Growing up in Worcester, Massachusetts, Gifty Kessie learned to take advantage of opportunities, starting with the Eureka program to promote STEM education at Girls Inc.
Eureka helped Kessie get internships at Dell Technologies and started her on the path to a degree in mechanical engineering. Her fifth year in the program, while still in high school, she decided to work for Girls Inc. to help the girls coming up behind her.
That began a pattern for Kessie of seeking help – and then turning around and helping others – that continues with programs at UMass Lowell that are designed to support students of color, women in STEM and first-generation college students.
“I learned to never say no to any opportunity that comes my way,” she says. “Because what if that opportunity would help me learn more?”
At UMass Lowell, those opportunities included invitations to join the River Hawk Scholars Academy (RHSA), a supportive community for first-year, first-generation college students, and River Hawk Rising, an Office of Multicultural Affairs mentoring program that supports students for all four years.
“I saw River Hawk Rising as more of an opportunity to get to know students inclusively, because it was a smaller group of people. It’s mostly people of color, and I felt very welcome,” she says. “In the RHSA, I saw benefits like scholarship applications, résumé building, lots of activities, and help learning more about campus life and activities.”
Kessie also accepted an invitation to Research, Academic and Mentoring Pathways (RAMP), a six-week, residential summer program before the start of freshman year that helps diverse students succeed in engineering. Through RAMP, she earned six credits, taking an introductory engineering course and Calculus I, while meeting faculty and alumni from the Francis College of Engineering.
“It was good for me because I got a chance to see campus before it got hectic, and it allowed me to help my friends with navigating the campus and with their classes in the fall,” she says.
It also put her a few credits ahead, so that she could declare a business minor in operations and information systems, which could help her move into management someday, she says.
Once Kessie began her first full semester, she joined several clubs: the Association of Students of African Origin, the Black Student Union and the student chapter of the National Society of Black Engineers.
“My parents were born and raised in Ghana, and they came to America to live the American dream and have a better life for me,” she says. “I wanted to learn more about my culture and other African cultures, and also Caribbean culture.”
She got a work-study job in the engineering dean’s office, and found another job with Patrick Drane, assistant director of the Baseball Research Center. And she went through leadership training, too.
Before she was a sophomore, Kessie began “giving back,” passing along her knowledge to incoming students as a summer orientation leader. She became a student ambassador for the Francis College and hopes to be on the executive board her junior year.
Kessie also applied to be a peer leader in the RHSA as a sophomore, at the encouragement of her own peer leader, Kiara Vasquez. Now she’s mentoring first-year students in the RHSA.
“I was very shy – and I still feel shy. I was lacking motivation and lacking the push, but my peer leader helped me do better,” Kessie says. “I thought about how I could help students who may not know a lot about college or who come to college without much direction or help, and help them to find a direction or get out of their comfort zone, like I did.”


▶ YOUR OBJECTIVE: Up to and including the line with "Image is 644x312 pixels.", restate every line of the records below word for word, from the first line on, leaving out the pictures.

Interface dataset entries
• • • • •
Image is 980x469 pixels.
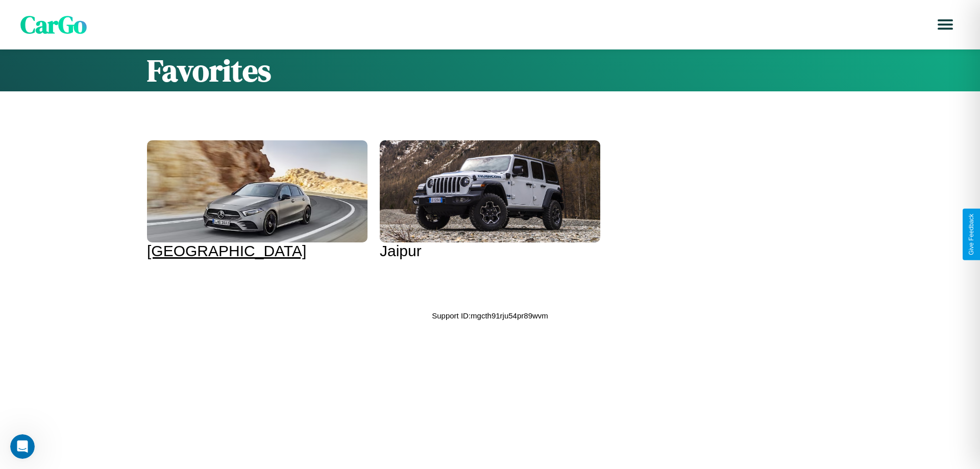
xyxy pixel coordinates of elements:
[147,242,368,260] div: [GEOGRAPHIC_DATA]
[10,434,34,458] iframe: Intercom live chat
[147,50,833,92] h1: Favorites
[931,10,960,39] button: Open menu
[380,242,600,260] div: Jaipur
[21,8,87,41] span: CarGo
[968,214,975,255] div: Give Feedback
[432,309,548,322] p: Support ID: mgcth91rju54pr89wvm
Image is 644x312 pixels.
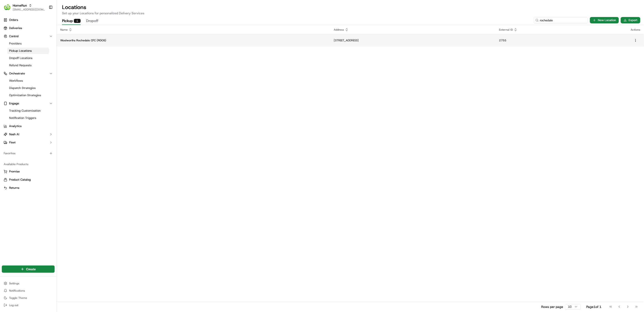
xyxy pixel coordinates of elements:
[9,93,41,97] span: Optimization Strategies
[5,43,13,51] img: 1736555255976-a54dd68f-1ca7-489b-9aae-adbdc363a1c4
[9,70,13,74] img: 1736555255976-a54dd68f-1ca7-489b-9aae-adbdc363a1c4
[2,24,55,32] a: Deliveries
[70,58,83,63] button: See all
[7,40,49,47] a: Providers
[9,101,35,106] span: Knowledge Base
[534,17,588,24] input: Type to search
[4,4,11,11] img: HomeRun
[2,280,55,286] button: Settings
[38,102,42,105] div: 💻
[32,112,55,115] a: Powered byPylon
[38,82,39,86] span: •
[36,100,75,107] a: 💻API Documentation
[9,281,19,285] span: Settings
[9,186,19,190] span: Returns
[631,28,641,31] div: Actions
[9,83,13,86] img: 1736555255976-a54dd68f-1ca7-489b-9aae-adbdc363a1c4
[4,170,53,173] a: Promise
[45,112,55,115] span: Pylon
[62,11,639,16] p: Set up your Locations for personalized Delivery Services
[7,55,49,61] a: Dropoff Locations
[2,2,47,13] button: HomeRunHomeRun[EMAIL_ADDRESS][DOMAIN_NAME]
[2,100,55,107] button: Engage
[587,304,602,309] div: Page 1 of 1
[621,17,641,24] button: Export
[9,116,36,120] span: Notification Triggers
[9,303,18,307] span: Log out
[7,62,49,68] a: Refund Requests
[5,102,8,105] div: 📗
[2,302,55,308] button: Log out
[2,70,55,77] button: Orchestrate
[499,39,623,42] p: 2755
[9,132,19,136] span: Nash AI
[60,39,327,42] p: Woolworths Rochedale CFC (RDOS)
[40,82,49,86] span: [DATE]
[5,66,12,73] img: Ben Goodger
[7,107,49,114] a: Tracking Customization
[9,26,22,30] span: Deliveries
[14,70,37,74] span: [PERSON_NAME]
[2,184,55,191] button: Returns
[21,47,62,51] div: We're available if you need us!
[9,101,19,105] span: Engage
[13,3,27,8] span: HomeRun
[5,78,12,85] img: Masood Aslam
[2,139,55,146] button: Fleet
[7,47,49,54] a: Pickup Locations
[7,115,49,121] a: Notification Triggers
[2,123,55,130] a: Analytics
[2,150,55,157] div: Favorites
[38,70,39,74] span: •
[2,295,55,301] button: Toggle Theme
[7,78,49,84] a: Workflows
[9,49,32,53] span: Pickup Locations
[40,70,49,74] span: [DATE]
[9,124,21,128] span: Analytics
[5,18,83,25] p: Welcome 👋
[334,39,492,42] p: [STREET_ADDRESS]
[9,109,41,113] span: Tracking Customization
[9,79,23,83] span: Workflows
[9,289,25,292] span: Notifications
[14,82,37,86] span: [PERSON_NAME]
[62,17,80,25] button: Pickup
[2,176,55,183] button: Product Catalog
[334,28,492,31] div: Address
[499,28,623,31] div: External ID
[9,296,27,300] span: Toggle Theme
[10,43,18,51] img: 6896339556228_8d8ce7a9af23287cc65f_72.jpg
[60,28,327,31] div: Name
[5,4,13,13] img: Nash
[86,17,98,25] button: Dropoff
[21,43,74,47] div: Start new chat
[4,178,53,182] a: Product Catalog
[9,86,36,90] span: Dispatch Strategies
[62,4,639,11] h2: Locations
[2,33,55,40] button: Control
[9,34,18,38] span: Control
[77,45,83,50] button: Start new chat
[13,8,45,11] button: [EMAIL_ADDRESS][DOMAIN_NAME]
[3,100,36,107] a: 📗Knowledge Base
[26,267,36,271] span: Create
[2,131,55,138] button: Nash AI
[7,85,49,91] a: Dispatch Strategies
[590,17,619,24] button: New Location
[4,186,53,190] a: Returns
[12,29,81,34] input: Got a question? Start typing here...
[2,160,55,168] div: Available Products
[7,92,49,98] a: Optimization Strategies
[74,19,80,23] div: 1
[43,101,73,106] span: API Documentation
[5,59,30,63] div: Past conversations
[9,63,31,67] span: Refund Requests
[9,42,21,46] span: Providers
[2,287,55,294] button: Notifications
[9,178,31,182] span: Product Catalog
[2,168,55,175] button: Promise
[9,170,20,173] span: Promise
[9,18,18,22] span: Orders
[2,265,55,273] button: Create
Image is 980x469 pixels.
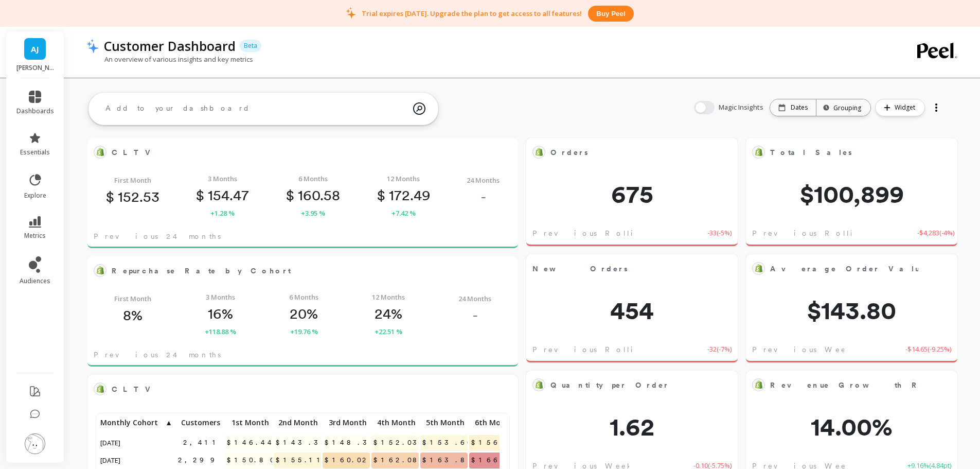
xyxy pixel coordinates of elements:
[106,188,159,205] p: 152.53
[719,102,765,112] span: Magic Insights
[17,64,54,72] p: Artizan Joyeria
[532,264,628,275] span: New Orders
[770,147,852,158] span: Total Sales
[175,416,224,433] div: Toggle SortBy
[906,344,951,355] span: -$14.65 ( -9.25% )
[770,378,918,392] span: Revenue Growth Rate
[372,292,405,302] span: 12 Months
[225,416,272,430] p: 1st Month
[746,414,958,439] span: 14.00%
[114,294,151,304] span: First Month
[372,452,427,468] span: $162.08
[377,186,386,204] span: $
[225,435,278,451] span: $146.44
[112,147,156,158] span: CLTV
[205,327,236,337] span: +118.88 %
[276,419,318,427] span: 2nd Month
[181,435,224,451] span: 2,411
[471,419,513,427] span: 6th Month
[532,228,697,238] span: Previous Rolling 7-day
[588,6,633,22] button: Buy peel
[551,147,588,158] span: Orders
[112,382,479,397] span: CLTV
[93,350,221,360] span: Previous 24 months
[112,266,291,276] span: Repurchase Rate by Cohort
[746,298,958,323] span: $143.80
[208,305,233,322] p: 16%
[371,416,420,433] div: Toggle SortBy
[917,228,955,238] span: -$4,283 ( -4% )
[98,452,123,468] span: [DATE]
[325,419,367,427] span: 3rd Month
[178,419,220,427] span: Customers
[112,145,479,160] span: CLTV
[176,452,224,468] span: 2,299
[770,145,918,160] span: Total Sales
[100,419,164,427] span: Monthly Cohort
[289,292,318,302] span: 6 Months
[469,452,520,468] span: $166.06
[420,416,467,430] p: 5th Month
[114,175,151,186] span: First Month
[86,55,253,64] p: An overview of various insights and key metrics
[86,39,99,53] img: header icon
[196,186,205,204] span: $
[24,232,46,240] span: metrics
[98,435,123,451] span: [DATE]
[752,344,855,355] span: Previous Week
[770,264,933,275] span: Average Order Value*
[469,435,527,451] span: $156.17
[112,384,156,395] span: CLTV
[98,416,175,430] p: Monthly Cohort
[481,188,487,205] p: -
[532,262,699,276] span: New Orders
[123,306,142,324] p: 8%
[286,186,340,204] p: 160.58
[301,208,325,218] span: +3.95 %
[225,452,278,468] span: $150.80
[467,175,500,186] span: 24 Months
[93,231,221,241] span: Previous 24 months
[752,228,917,238] span: Previous Rolling 7-day
[25,433,45,454] img: profile picture
[373,419,416,427] span: 4th Month
[791,104,808,112] p: Dates
[459,294,492,304] span: 24 Months
[875,99,925,116] button: Widget
[377,186,430,204] p: 172.49
[206,292,235,302] span: 3 Months
[372,435,427,451] span: $152.03
[112,264,479,278] span: Repurchase Rate by Cohort
[323,435,384,451] span: $148.31
[527,298,738,323] span: 454
[274,416,321,430] p: 2nd Month
[469,416,516,430] p: 6th Month
[420,416,469,433] div: Toggle SortBy
[708,228,732,238] span: -33 ( -5% )
[361,9,582,18] p: Trial expires [DATE]. Upgrade the plan to get access to all features!
[323,452,372,468] span: $160.02
[164,419,172,427] span: ▲
[387,173,420,184] span: 12 Months
[532,344,697,355] span: Previous Rolling 7-day
[551,145,699,160] span: Orders
[286,186,294,204] span: $
[98,416,147,433] div: Toggle SortBy
[210,208,234,218] span: +1.28 %
[24,191,46,200] span: explore
[20,148,50,156] span: essentials
[420,452,481,468] span: $163.84
[469,416,518,433] div: Toggle SortBy
[826,103,861,112] div: Grouping
[224,416,273,433] div: Toggle SortBy
[176,416,224,430] p: Customers
[106,188,114,205] span: $
[290,305,318,322] p: 20%
[17,107,54,115] span: dashboards
[770,262,918,276] span: Average Order Value*
[551,380,669,391] span: Quantity per Order
[104,37,236,55] p: Customer Dashboard
[551,378,699,392] span: Quantity per Order
[196,186,249,204] p: 154.47
[274,435,339,451] span: $143.37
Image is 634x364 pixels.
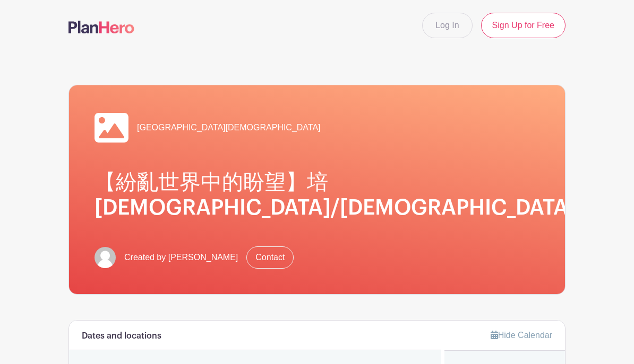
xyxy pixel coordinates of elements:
span: [GEOGRAPHIC_DATA][DEMOGRAPHIC_DATA] [137,121,320,134]
img: default-ce2991bfa6775e67f084385cd625a349d9dcbb7a52a09fb2fda1e96e2d18dcdb.png [95,247,115,268]
a: Contact [246,247,294,269]
a: Log In [422,13,472,38]
h6: Dates and locations [81,331,162,341]
a: Sign Up for Free [481,13,565,38]
h1: 【紛亂世界中的盼望】培[DEMOGRAPHIC_DATA]/[DEMOGRAPHIC_DATA] [95,170,539,221]
img: logo-507f7623f17ff9eddc593b1ce0a138ce2505c220e1c5a4e2b4648c50719b7d32.svg [69,21,134,33]
span: Created by [PERSON_NAME] [124,251,238,264]
a: Hide Calendar [491,331,552,340]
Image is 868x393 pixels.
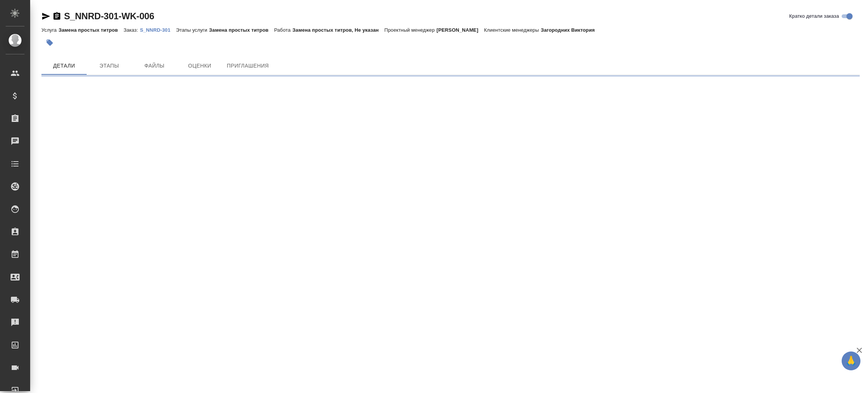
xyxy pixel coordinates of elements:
span: Файлы [136,61,172,71]
button: 🙏 [841,351,860,370]
span: Оценки [182,61,218,71]
p: Замена простых титров, Не указан [292,27,385,33]
p: Клиентские менеджеры [484,27,541,33]
span: Этапы [91,61,127,71]
p: S_NNRD-301 [140,27,176,33]
button: Скопировать ссылку для ЯМессенджера [41,12,51,21]
p: Заказ: [123,27,140,33]
p: Замена простых титров [209,27,274,33]
p: Проектный менеджер [385,27,437,33]
p: Услуга [41,27,58,33]
span: Кратко детали заказа [789,12,839,20]
p: Загородних Виктория [540,27,600,33]
p: [PERSON_NAME] [437,27,484,33]
button: Добавить тэг [41,35,58,51]
p: Этапы услуги [176,27,209,33]
span: 🙏 [845,353,857,368]
button: Скопировать ссылку [53,12,61,21]
span: Детали [46,61,82,71]
p: Работа [274,27,293,33]
a: S_NNRD-301-WK-006 [64,11,154,21]
a: S_NNRD-301 [140,27,176,33]
p: Замена простых титров [58,27,123,33]
span: Приглашения [227,61,269,71]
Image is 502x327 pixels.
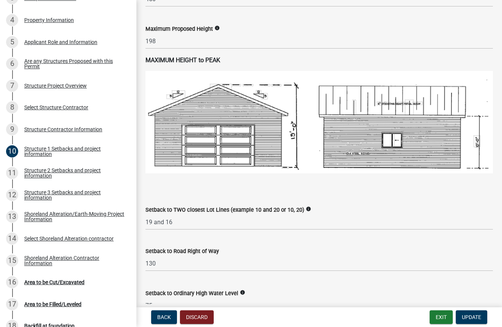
• • • • •
▶ RESPONSE TO THIS EXERCISE:
Image is 980x469 pixels.
xyxy pixel coordinates of elements:
[147,242,368,260] div: [GEOGRAPHIC_DATA]
[10,434,34,458] iframe: Intercom live chat
[147,50,833,92] h1: Favorites
[931,10,960,39] button: Open menu
[380,242,600,260] div: Jaipur
[21,8,87,41] span: CarGo
[968,214,975,255] div: Give Feedback
[432,309,548,322] p: Support ID: mgcth91rju54pr89wvm
Image is 644x312 pixels.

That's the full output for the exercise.